Booking a wrestling show shouldn't be rocket science, yet here we are. When a stable clicks, you feed them more minutes. When they don't, you pivot. It sounds simple, but watching the internal turmoil regarding new superstar arrivals makes you realize how fragile the current roster construction really is. One injury or one bad pop can derail a six-month storyline.

Speaking of injuries, the silence on Stephanie Vaquer has been deafening. She has been on the shelf recovering from a battery of nagging issues, and the creative team is reportedly starting to map out her return. According to reports on her status, we could see La Primera back in the squared circle within the next couple of weeks.
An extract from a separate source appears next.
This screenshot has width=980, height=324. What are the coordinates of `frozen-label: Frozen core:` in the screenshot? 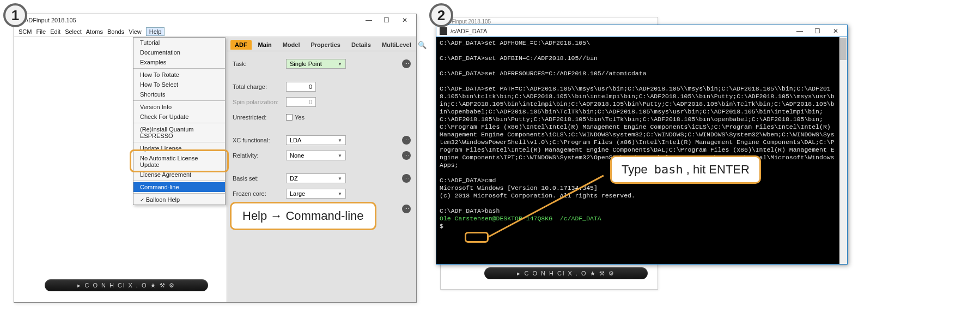 It's located at (259, 194).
Missing the mark on momentum

Here is my hot take: keeping Vaquer off television until she is at 100 percent is the right medical move, but it is a disaster for momentum. You cannot cool off a character like her and expect the casuals to remember why she was a big deal to begin with. The writers have a nasty habit of letting stars linger in the mid-card ether until the crowd stops caring.

We have seen this movie before. They bring in a hot act, strap a rocket to their back for four weeks, and then panic the moment the TV ratings fluctuate. It is the same old song and dance. If you are going to commit to a new infusion of talent, you have to stick to the bit through the bumps in the road.

The reliance on changing course based on weekly crowd reactions is a double-edged sword. It keeps the product feeling fresh, sure, but it also creates a sense of instability at the top of the card. If you treat every week like a desperate scramble, you eventually run out of good ideas. Consistency is still the biggest missing ingredient in this soup.

Let’s look at the math: we have 14 days until the UCL final, which is going to suck the air out of the room for international audiences anyway. Trying to squeeze in major creative shifts right now feels like trying to fix a tire on a moving truck. The WWE office needs to settle on a direction or they are going to find themselves at a dead end.

The bottom line

There is a lot of noise about internal creative pivots, but the reality is much simpler. The creative team has a roster full of high-ceiling performers and no idea how to rotate them without crashing the car. They have three potential main event programs currently in flux.

If they get it right, we get a banger of a summer. If they keep treating the long-term booking like a whiteboard update at a startup, we are going to be back here in July complaining about the same structural issues. Stop checking the temperature of the room every five minutes and just let the wrestlers wrestle.